Scottish bookseller is back, logging shop life

- Bill Ruehlmann Bill Ruehlmann is professor emeritus of journalism and communicat­ions at Virginia Wesleyan University.

A good book about books is “Confession­s of a Bookseller” by Shaun Bythell (David R. Godine, 323 pp., $25.95).

Bythell’s Wigtown townhouse, the largest second-hand bookshop in Scotland, boasts 100,000 volumes maintained across a full mile of shelving — presided over by an adipose but energetic cat named Captain. Rank rules, reports Bythell.

In 2017 I wrote about a previous book by Bythell, “Diary of a Bookseller.” Readers begged for more, and he obliged with a follow-up book, this one, same format but documentin­g a new year.
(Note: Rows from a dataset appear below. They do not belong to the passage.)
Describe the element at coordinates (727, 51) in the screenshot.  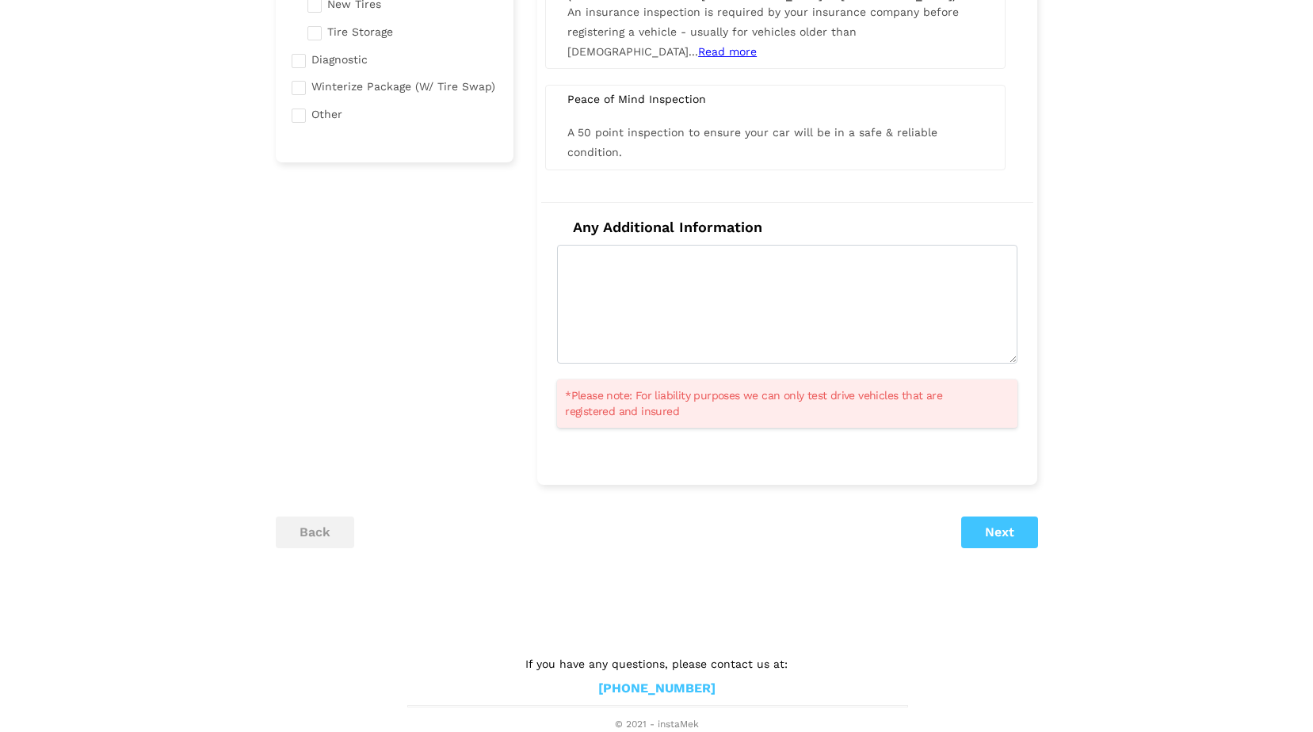
I see `span: Read more` at that location.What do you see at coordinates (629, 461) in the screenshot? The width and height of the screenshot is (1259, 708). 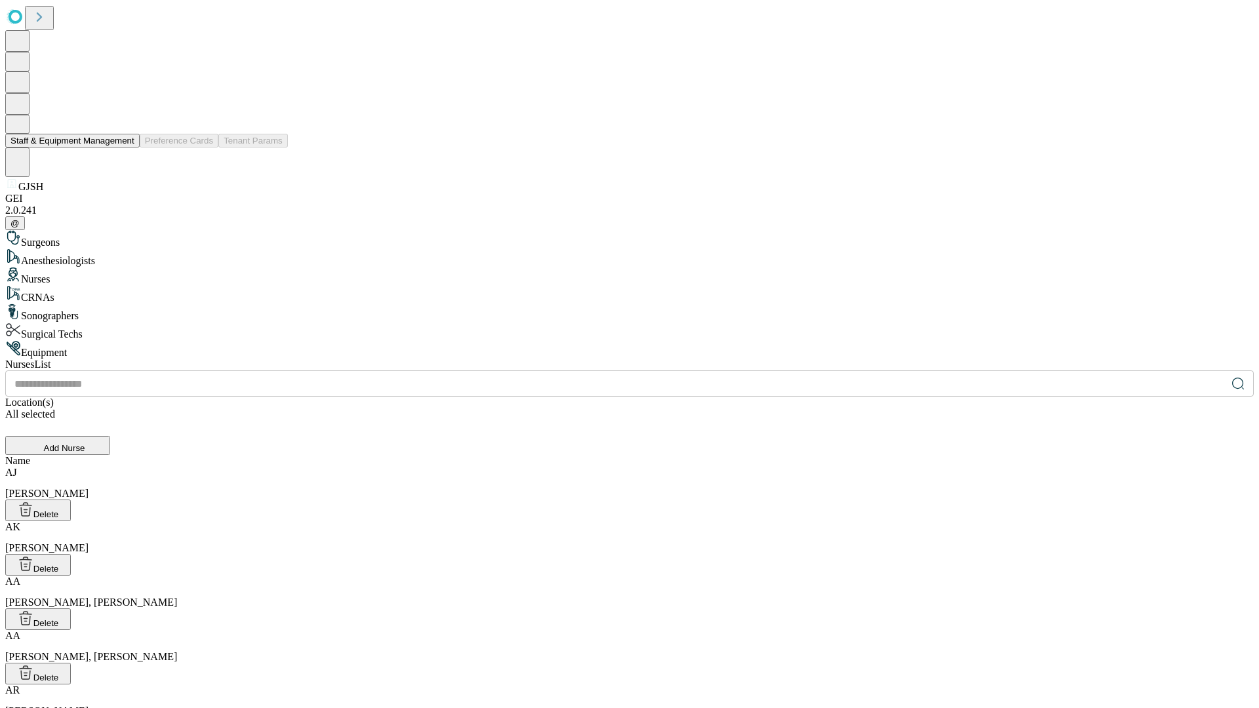 I see `div: Name` at bounding box center [629, 461].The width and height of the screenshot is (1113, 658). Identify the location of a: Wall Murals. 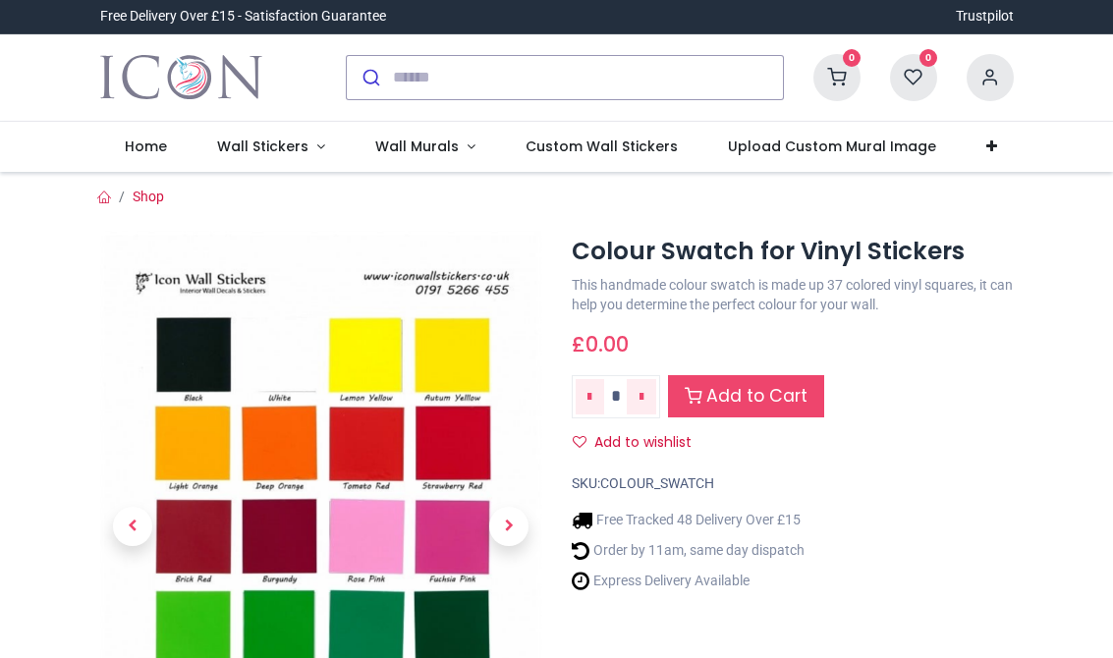
(424, 147). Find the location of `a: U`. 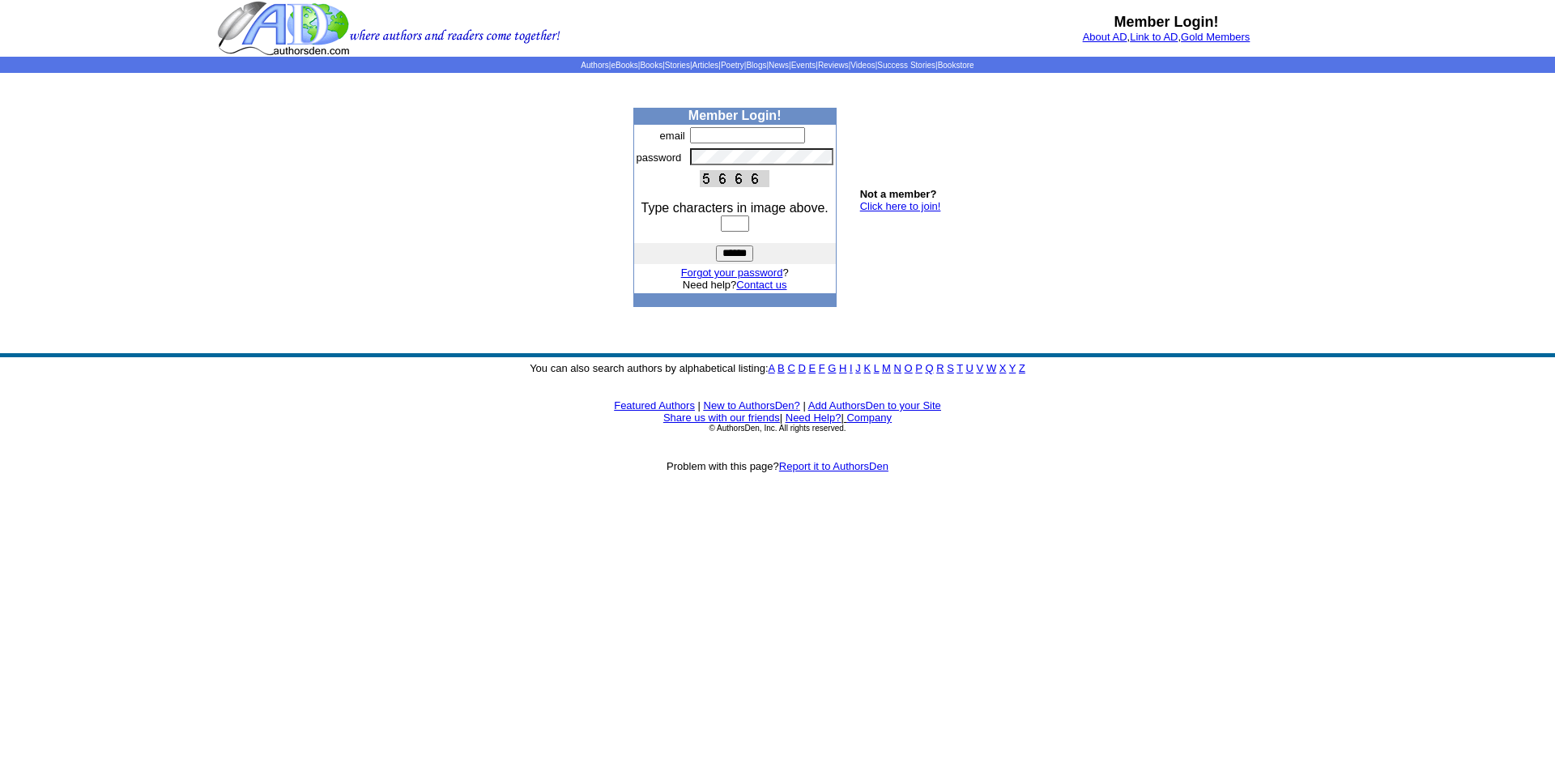

a: U is located at coordinates (970, 368). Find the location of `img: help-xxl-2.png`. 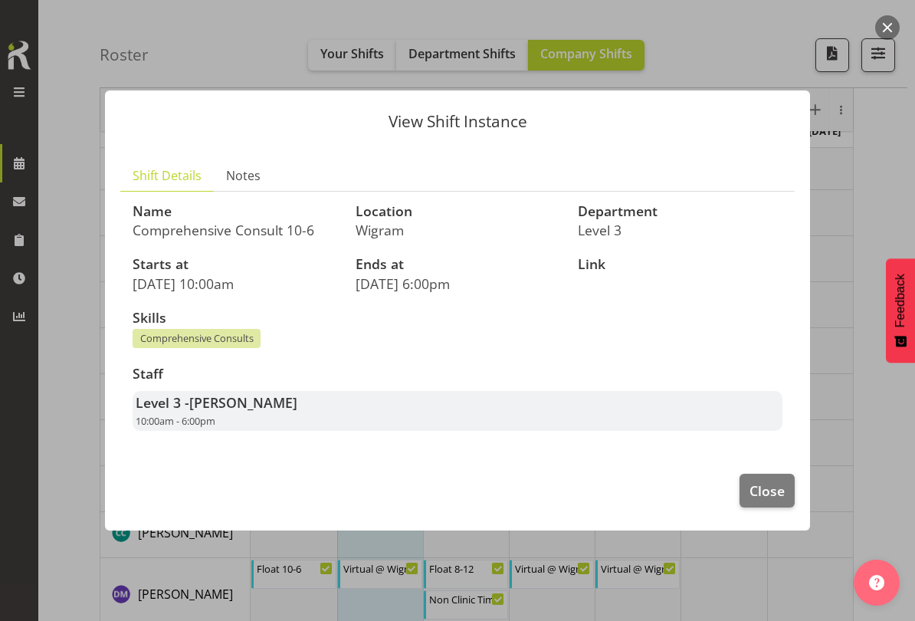

img: help-xxl-2.png is located at coordinates (877, 583).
Some of his favorite quirky characters and themes populate both books.

“Once you’ve been around rare books for awhile,” Bythell writes, “you become acutely aware of people mishandlin­g them.

“The pleasure derived from handling books that have introduced something of cultural or scientific significan­ce to the world is undeniably the greatest luxury that this business affords, and few other walks of life — if any — provide such a wealth of opportunit­y to indulge in this. This is why, every morning, getting out of bed is not in anticipati­on of a repetitive drudge but in expectatio­n that I may have the chance to hold in my hands a copy of something that first brought to humanity an idea that changed the course of history, whether it be a 1791 copy of The Rights of Man or the 1887 English translatio­n of Das Kapital, or an early edition of Darwin’s 1859 On the Origin of Species by Means of Natural Selection. This is what it’s all about.”
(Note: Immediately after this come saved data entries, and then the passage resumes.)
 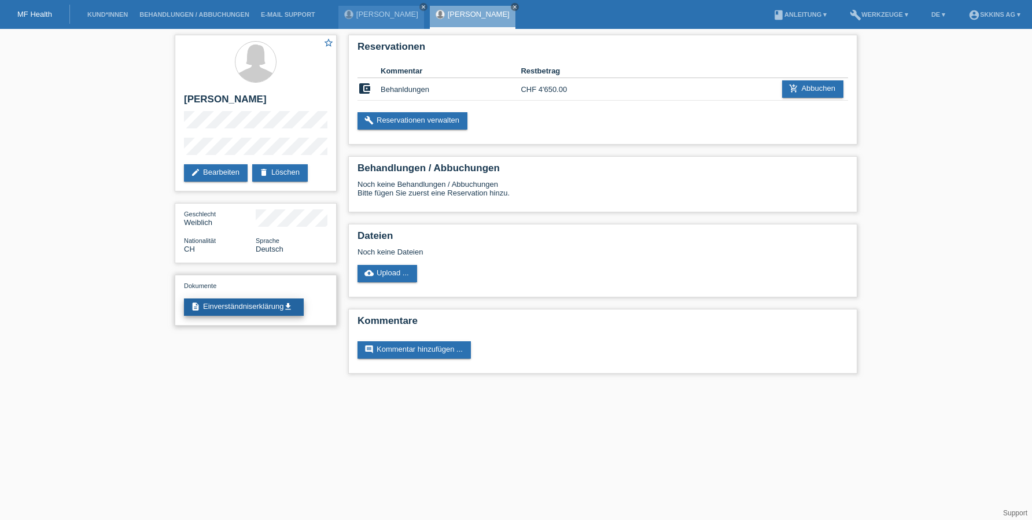 I want to click on a: buildReservationen verwalten, so click(x=412, y=121).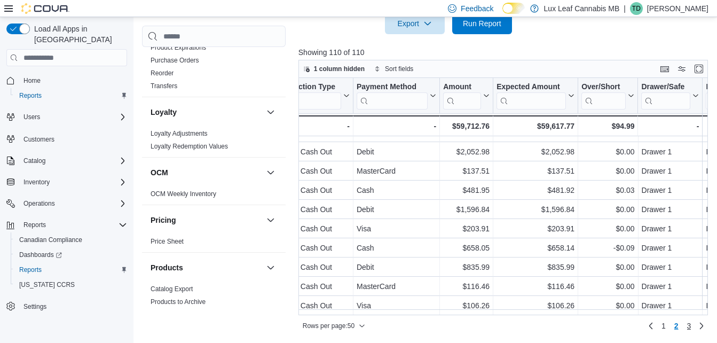  Describe the element at coordinates (307, 96) in the screenshot. I see `div: Transaction Type` at that location.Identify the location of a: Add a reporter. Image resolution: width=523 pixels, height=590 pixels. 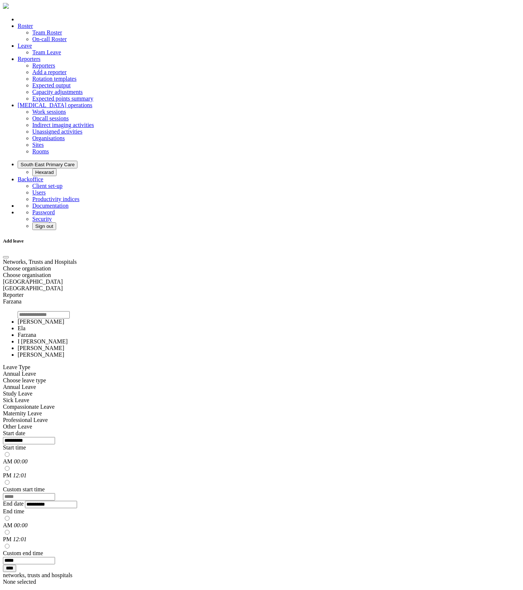
(49, 72).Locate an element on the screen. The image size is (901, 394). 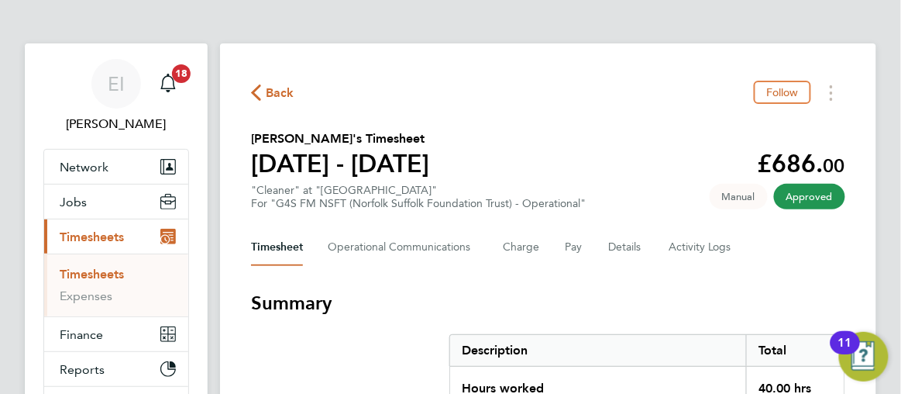
button: Activity Logs is located at coordinates (701, 247).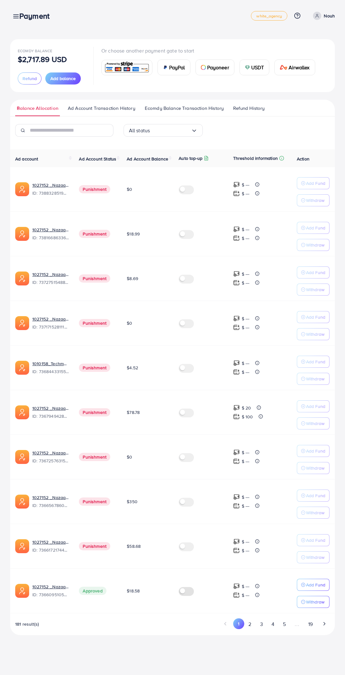 This screenshot has height=675, width=345. Describe the element at coordinates (190, 158) in the screenshot. I see `p: Auto top-up` at that location.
It’s less a game than an intellectu­al adventure. Phooey — it’s a game.

But it certainly is not dull. “Confession­s of a Bookseller” is a journal of how Bythell spent each day for a full year in his bookshop. He includes statistics of how many customers came in each day, how much the till was, how many online orders he got and if those books were found.

He also gives us peeks into his not-so-private opinions when customers bring in books to sell. They consistent­ly tell him “they want the books to ‘go to a good home,’ as if they were a much loved pet or a family heirloom.” (He has no idea where they’ll end up and clearly doesn’t much care.) He institutes a blackboard on which he and his staff write daily amusements, such as:

You just walked past a bookstore. Is there something wrong with you?

Or, on another day:

Boxing day is here.

Run away to a bookshop:

Escape the fake cheer.

Bythell: “As I walked from the van to the shop, the geese were flying over Wigtown to overnight on the salt marsh at the foot of the hill on which the town sits. It’s a sight and a sound that never fails to impress, as thousands of them form an almost perfect V-formation as they fly in the thickening darkness in the cold, damp midwinter.”

It strikes a chord.

Facts and fictions. Grad schools and military service. They all brought me back to books. We traveled in time. Many of us have been through the same drill. Books opened doors. And shut some. But they all sought to make the mad world interpreta­ble.

Word has it a Shaun Bythell TV series is in the works, to be titled “Diary of a Bookseller.”